Mulligatawny memories
Memories are like mulligatawny soup in a cheap restaurant. It is wiser not to stir them.
Memories are like mulligatawny soup in a cheap restaurant. It is wiser not to stir them.
Wouldst thou the young year's blossoms and the fruits of its decline
And all by which the soul is charmed, enraptured, feasted, fed?
Wouldst thou the earth and heaven itself in one sole name combine?
I name thee, O Śakoontalá! and all at once is said.
When viewed in this light, the achievement of the unknown Hindu who some time in the first centuries of our era discovered the principle of position assumes the proportions of a world-event. Not only did this principle constitute a radical departure in method, but we know now that without it no progress in arithmetic was possible.
Reginald Dyer, the Butcher of Amritsar, of Jallianwala Bagh infamy, was the youngest son of one Edward Dyer, the man often credited with establishing India's first successful brewery at Kasauli in Himachal Pradesh. It would eventually become Mohan Meakin Breweries.
Akbar, the greatest of the Mughals, could not read or write and was possibly also dyslexic.
After his first glimpse of Nanda Devi in 1948, the American mountaineering pioneer, Willi Unsoeld, dreamt of having a daughter named after the peak. 28 years later, his daughter, Nanda Devi Unsoeld, perished while climbing her namesake.
The person credited with discovering legendary jazz vocalist Ella Fitzgerald was a Bardu Ali, his name a corruption of Bahad(o)ur Ali. He was the son of a peddler from Bengal who had settled in New Orleans at the turn of the 20th century.
In 2011, Somalia's Islamic terrorist group, al-Shabaab, banned the humble samosa apparently because its triangular shape supposedly resembled the Christian Holy Trinity.
There is a tribe named Anal in Manipur who speak the Anal language.
A tea-poy has very little to do with tea. It was originally the name for an Indian three-footed, i.e., a tī-pāī table which could be used for many things including serving tea.
The Panchen in Panchen Lama is a portmanteau of the Sanskrit pandit and the Tibetan chenpo (meaning great).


§ Work request
Below are entries; count each line that holds the word "arrows" and report the number without any other words.

######

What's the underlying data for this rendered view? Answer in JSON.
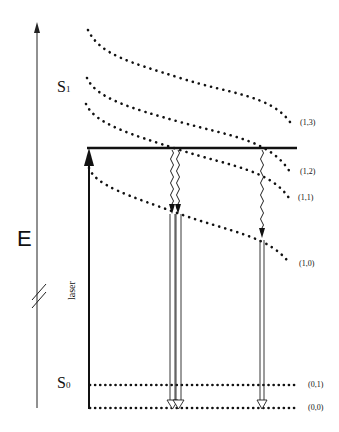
{
  "diagram": {
    "type": "energy-level (Jablonski-style) diagram",
    "axis": {
      "label": "E",
      "break_marker": "//"
    },
    "states": {
      "S1": {
        "label": "S",
        "subscript": "1"
      },
      "S0": {
        "label": "S",
        "subscript": "0"
      }
    },
    "levels": [
      {
        "id": "(1,3)",
        "label": "(1,3)"
      },
      {
        "id": "(1,2)",
        "label": "(1,2)"
      },
      {
        "id": "(1,1)",
        "label": "(1,1)"
      },
      {
        "id": "(1,0)",
        "label": "(1,0)"
      },
      {
        "id": "(0,1)",
        "label": "(0,1)"
      },
      {
        "id": "(0,0)",
        "label": "(0,0)"
      }
    ],
    "arrows": {
      "excitation": {
        "label": "laser"
      },
      "relaxation": "wavy arrows from excitation level to (1,0)",
      "emission": "hollow double-line arrows from (1,0) to (0,0)"
    }
  }
}
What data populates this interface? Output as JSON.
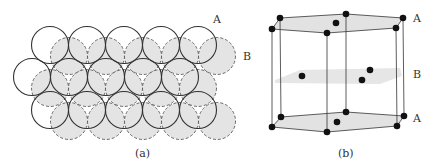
{
  "panel_a": {
    "caption": "(a)",
    "layer_a_label": "A",
    "layer_b_label": "B",
    "radius": 18.5,
    "layer_a_circles": [
      [
        50,
        45
      ],
      [
        87,
        45
      ],
      [
        124,
        45
      ],
      [
        161,
        45
      ],
      [
        198,
        45
      ],
      [
        32,
        77
      ],
      [
        69,
        77
      ],
      [
        106,
        77
      ],
      [
        143,
        77
      ],
      [
        180,
        77
      ],
      [
        50,
        110
      ],
      [
        87,
        110
      ],
      [
        124,
        110
      ],
      [
        161,
        110
      ],
      [
        198,
        110
      ]
    ],
    "layer_b_circles": [
      [
        69,
        56
      ],
      [
        106,
        56
      ],
      [
        143,
        56
      ],
      [
        180,
        56
      ],
      [
        217,
        56
      ],
      [
        50,
        88
      ],
      [
        87,
        88
      ],
      [
        124,
        88
      ],
      [
        161,
        88
      ],
      [
        198,
        88
      ],
      [
        69,
        121
      ],
      [
        106,
        121
      ],
      [
        143,
        121
      ],
      [
        180,
        121
      ],
      [
        217,
        121
      ]
    ]
  },
  "panel_b": {
    "caption": "(b)",
    "top_label": "A",
    "middle_label": "B",
    "bottom_label": "A"
  },
  "colors": {
    "layer_b_fill": "#e4e4e4",
    "stroke": "#333333",
    "atom": "#111111"
  }
}
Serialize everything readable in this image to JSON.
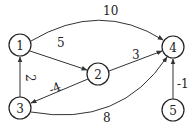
{
  "graph": {
    "type": "directed-weighted",
    "nodes": [
      {
        "id": "1",
        "label": "1",
        "x": 20,
        "y": 45
      },
      {
        "id": "2",
        "label": "2",
        "x": 98,
        "y": 74
      },
      {
        "id": "3",
        "label": "3",
        "x": 20,
        "y": 108
      },
      {
        "id": "4",
        "label": "4",
        "x": 173,
        "y": 47
      },
      {
        "id": "5",
        "label": "5",
        "x": 173,
        "y": 110
      }
    ],
    "edges": [
      {
        "from": "1",
        "to": "4",
        "weight": "10"
      },
      {
        "from": "1",
        "to": "2",
        "weight": "5"
      },
      {
        "from": "2",
        "to": "4",
        "weight": "3"
      },
      {
        "from": "2",
        "to": "3",
        "weight": "-4"
      },
      {
        "from": "3",
        "to": "1",
        "weight": "2"
      },
      {
        "from": "3",
        "to": "4",
        "weight": "8"
      },
      {
        "from": "5",
        "to": "4",
        "weight": "-1"
      }
    ]
  },
  "style": {
    "stroke": "#333333",
    "node_fill": "#ffffff",
    "text": "#222222"
  }
}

######

§ Output of the exercise
3